Gender Equality in World Athletics: Transnational Norm Development by Private International Organizations
This Article examines how World Athletics, a private regulatory body, has shaped the legal norm of gender equality. Focusing on three landmark legal challenges to World Athletics’ regulation of gender, this Article shows how the organization has constructed the meaning of gender equality as it has pursued global, monopolistic, and autonomous authority. World Athletics has retrofitted this norm to align with its longstanding regulatory practices by essentializing women, coopting rivalrous actors, and depoliticizing sex. In doing so, the organization has repeatedly construed and constrained the meaning of gender equality to bolster its private regulatory authority.
The Vicissitudes of Representation: Critical Game Studies, Belonging, and Anti-Essentialism
Video games are enjoying a flourishing of critical studies; they are finally taken as consequential forms of visual culture worthy of historical, theoretical, and cultural attention. At one time, their scholarship was largely overdetermined by issues of medium and treated largely as an entertainment product.
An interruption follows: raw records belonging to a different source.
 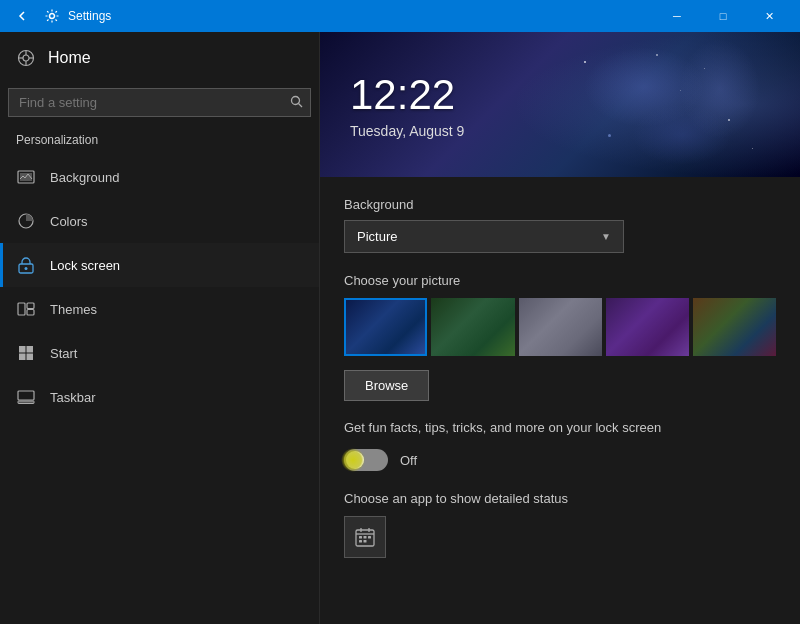 I want to click on chevron-down-icon: ▼, so click(x=606, y=236).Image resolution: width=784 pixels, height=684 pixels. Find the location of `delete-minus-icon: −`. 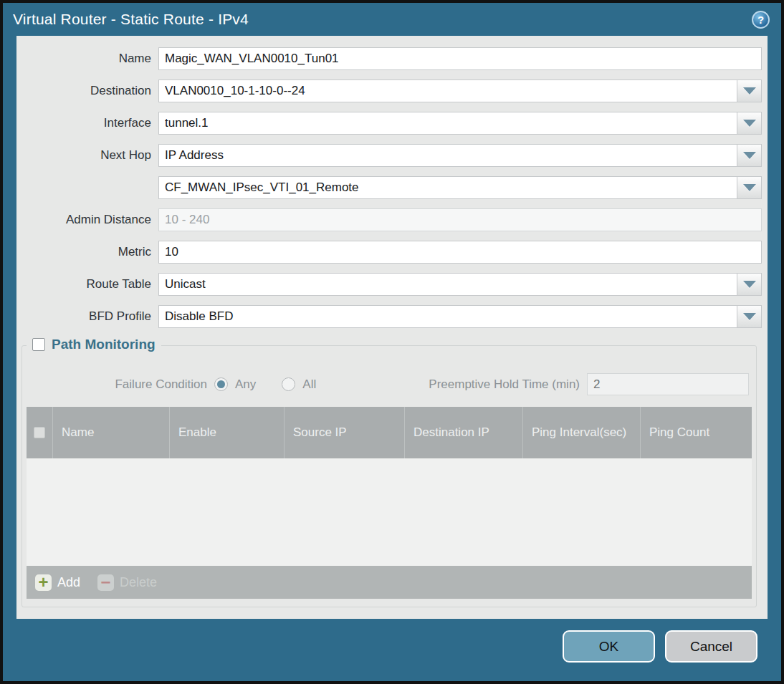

But with the complexifying of the form, combined with a new generation of dynamic scholars and an expanded understanding of how to write about them, games now constitute a robust area of critical engagement with topics in race, sexuality, gender, ethnicity, ability, and other markers of difference. Those interventions have been key in driving the discourse forward, but game studies now faces a new set of strategic challenges. The gains have likely come at great methodological cost. This essay explores the consequences of identity-focused analyses and the roles of intersectional considerations of self and anti-essentialism as crucial tools in combatting enforced notions of belongingness. The author argues that the frontier of methodology in critical game studies may be to think outside of the prescribed ways in which academia encourages monolithic affiliation (or even false segregation) by validating and codifying identity-driven forms of expertise.